By concept, all three VSKYLABS Robinson projects (R22/R44/R66) were developed side by side in a tremendous effort and coordination. The R66 was the first to reach v1.0 milestone, followed eight months later by the R44 v1.0 release which was an important stage in the development of several important aspects of the VSKYLABS R22. The R44 v1.0 was also an important milestone in the preparations of the 2nd VSKYLABS R66 variant (planned with the classic analog cockpit an within the project development scheduled road-map).
However, during development, it got clear that the R22 development effort must be shifted down in priorities, for various (good) reasons...

Among the reasons is the fact that the R22 helicopter appearance in the flight-sim world (and in X-Plane) got a bit "flooded"...and there was no good reason to add an additional R22, for sure not before the R66 and R44 helicopters, which were "needed" in X-Plane with a wider and deeper simulation scope...
Developing and updating add-on aircraft/helicopters is a *huge* effort that takes months and years to complete. So while the VSKYLABS R22 development was shifted down in priorities (while going up in "quantity"), the R22 development resources were channeled to other fascinating VSKYLABS projects (including other helis and gyros), and allowed to execute several important existing projects updates, earlier.
At the present, the VSKYLABS R66, R44 and the Cabri G2 are covering the major target categories for mainstream, popular training and general aviation helicopters simulation. So with the several existing R22's out there, there is no severe *void* left with this decision.
In the light of the above, shifting the R22 down in priorities is a good call in several aspects.
At the present, the VSKYLABS Robinson R22 Project is serving in-house for various testing and development purposes. It is still considered as an active-development project but it is on a lower priority and it will be released when time is right. The exact time frame for this has not been set yet.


= TASK TO COMPLETE =
Please write out each entry below exactly as it appears.

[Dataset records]
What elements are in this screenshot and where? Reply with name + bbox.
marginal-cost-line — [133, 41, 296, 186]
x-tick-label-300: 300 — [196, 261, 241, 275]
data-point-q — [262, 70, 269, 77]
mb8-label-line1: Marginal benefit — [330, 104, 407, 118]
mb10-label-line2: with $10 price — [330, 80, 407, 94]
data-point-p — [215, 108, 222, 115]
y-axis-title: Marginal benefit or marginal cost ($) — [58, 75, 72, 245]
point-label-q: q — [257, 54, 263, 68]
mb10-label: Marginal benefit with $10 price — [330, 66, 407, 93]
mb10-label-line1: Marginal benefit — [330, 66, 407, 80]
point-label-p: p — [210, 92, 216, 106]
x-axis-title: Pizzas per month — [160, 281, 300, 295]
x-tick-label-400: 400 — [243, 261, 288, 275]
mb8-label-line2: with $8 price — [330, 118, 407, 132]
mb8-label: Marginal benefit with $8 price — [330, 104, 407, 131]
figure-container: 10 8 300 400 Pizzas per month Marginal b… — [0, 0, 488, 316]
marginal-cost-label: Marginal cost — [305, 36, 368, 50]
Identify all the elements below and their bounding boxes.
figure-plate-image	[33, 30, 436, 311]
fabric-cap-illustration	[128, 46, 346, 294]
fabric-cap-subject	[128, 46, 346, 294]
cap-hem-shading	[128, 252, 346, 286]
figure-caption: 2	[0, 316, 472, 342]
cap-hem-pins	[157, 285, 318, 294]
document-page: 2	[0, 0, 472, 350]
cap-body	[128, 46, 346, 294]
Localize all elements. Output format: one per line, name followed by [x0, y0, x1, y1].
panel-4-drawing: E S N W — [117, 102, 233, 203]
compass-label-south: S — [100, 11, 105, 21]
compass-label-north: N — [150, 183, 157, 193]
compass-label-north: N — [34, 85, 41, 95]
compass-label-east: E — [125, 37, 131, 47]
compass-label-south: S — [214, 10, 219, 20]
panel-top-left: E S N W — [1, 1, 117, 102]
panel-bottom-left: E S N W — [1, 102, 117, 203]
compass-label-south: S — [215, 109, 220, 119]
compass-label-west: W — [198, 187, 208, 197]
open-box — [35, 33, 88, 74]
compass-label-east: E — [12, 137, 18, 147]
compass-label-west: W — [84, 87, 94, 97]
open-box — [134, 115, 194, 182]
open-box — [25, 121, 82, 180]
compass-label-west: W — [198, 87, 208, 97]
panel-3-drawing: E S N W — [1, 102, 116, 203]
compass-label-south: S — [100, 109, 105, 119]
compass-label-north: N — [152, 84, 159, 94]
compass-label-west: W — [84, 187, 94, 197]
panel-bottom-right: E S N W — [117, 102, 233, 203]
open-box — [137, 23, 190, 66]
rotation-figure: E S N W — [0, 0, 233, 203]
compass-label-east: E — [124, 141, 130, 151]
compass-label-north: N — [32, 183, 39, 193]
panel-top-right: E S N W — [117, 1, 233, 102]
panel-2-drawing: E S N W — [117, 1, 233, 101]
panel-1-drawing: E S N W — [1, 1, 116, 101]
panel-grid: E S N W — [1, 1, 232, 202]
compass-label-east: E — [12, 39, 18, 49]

= REPLY TO THE TASK =
What elements are in this screenshot and where? Reply with name + bbox.
marginal-cost-line — [133, 41, 296, 186]
x-tick-label-300: 300 — [196, 261, 241, 275]
data-point-q — [262, 70, 269, 77]
mb8-label-line1: Marginal benefit — [330, 104, 407, 118]
mb10-label-line2: with $10 price — [330, 80, 407, 94]
data-point-p — [215, 108, 222, 115]
y-axis-title: Marginal benefit or marginal cost ($) — [58, 75, 72, 245]
point-label-q: q — [257, 54, 263, 68]
mb10-label: Marginal benefit with $10 price — [330, 66, 407, 93]
mb10-label-line1: Marginal benefit — [330, 66, 407, 80]
point-label-p: p — [210, 92, 216, 106]
x-axis-title: Pizzas per month — [160, 281, 300, 295]
x-tick-label-400: 400 — [243, 261, 288, 275]
mb8-label-line2: with $8 price — [330, 118, 407, 132]
mb8-label: Marginal benefit with $8 price — [330, 104, 407, 131]
figure-container: 10 8 300 400 Pizzas per month Marginal b… — [0, 0, 488, 316]
marginal-cost-label: Marginal cost — [305, 36, 368, 50]
Identify all the elements below and their bounding boxes.
figure-plate-image	[33, 30, 436, 311]
fabric-cap-illustration	[128, 46, 346, 294]
fabric-cap-subject	[128, 46, 346, 294]
cap-hem-shading	[128, 252, 346, 286]
figure-caption: 2	[0, 316, 472, 342]
cap-hem-pins	[157, 285, 318, 294]
document-page: 2	[0, 0, 472, 350]
cap-body	[128, 46, 346, 294]
Localize all elements. Output format: one per line, name followed by [x0, y0, x1, y1].
panel-4-drawing: E S N W — [117, 102, 233, 203]
compass-label-south: S — [100, 11, 105, 21]
compass-label-north: N — [150, 183, 157, 193]
compass-label-north: N — [34, 85, 41, 95]
compass-label-east: E — [125, 37, 131, 47]
compass-label-south: S — [214, 10, 219, 20]
panel-top-left: E S N W — [1, 1, 117, 102]
panel-bottom-left: E S N W — [1, 102, 117, 203]
compass-label-south: S — [215, 109, 220, 119]
compass-label-west: W — [198, 187, 208, 197]
open-box — [35, 33, 88, 74]
compass-label-east: E — [12, 137, 18, 147]
compass-label-west: W — [84, 87, 94, 97]
open-box — [134, 115, 194, 182]
open-box — [25, 121, 82, 180]
compass-label-west: W — [198, 87, 208, 97]
panel-3-drawing: E S N W — [1, 102, 116, 203]
compass-label-south: S — [100, 109, 105, 119]
compass-label-north: N — [152, 84, 159, 94]
compass-label-west: W — [84, 187, 94, 197]
panel-bottom-right: E S N W — [117, 102, 233, 203]
open-box — [137, 23, 190, 66]
rotation-figure: E S N W — [0, 0, 233, 203]
compass-label-east: E — [124, 141, 130, 151]
compass-label-north: N — [32, 183, 39, 193]
panel-top-right: E S N W — [117, 1, 233, 102]
panel-2-drawing: E S N W — [117, 1, 233, 101]
panel-1-drawing: E S N W — [1, 1, 116, 101]
panel-grid: E S N W — [1, 1, 232, 202]
compass-label-east: E — [12, 39, 18, 49]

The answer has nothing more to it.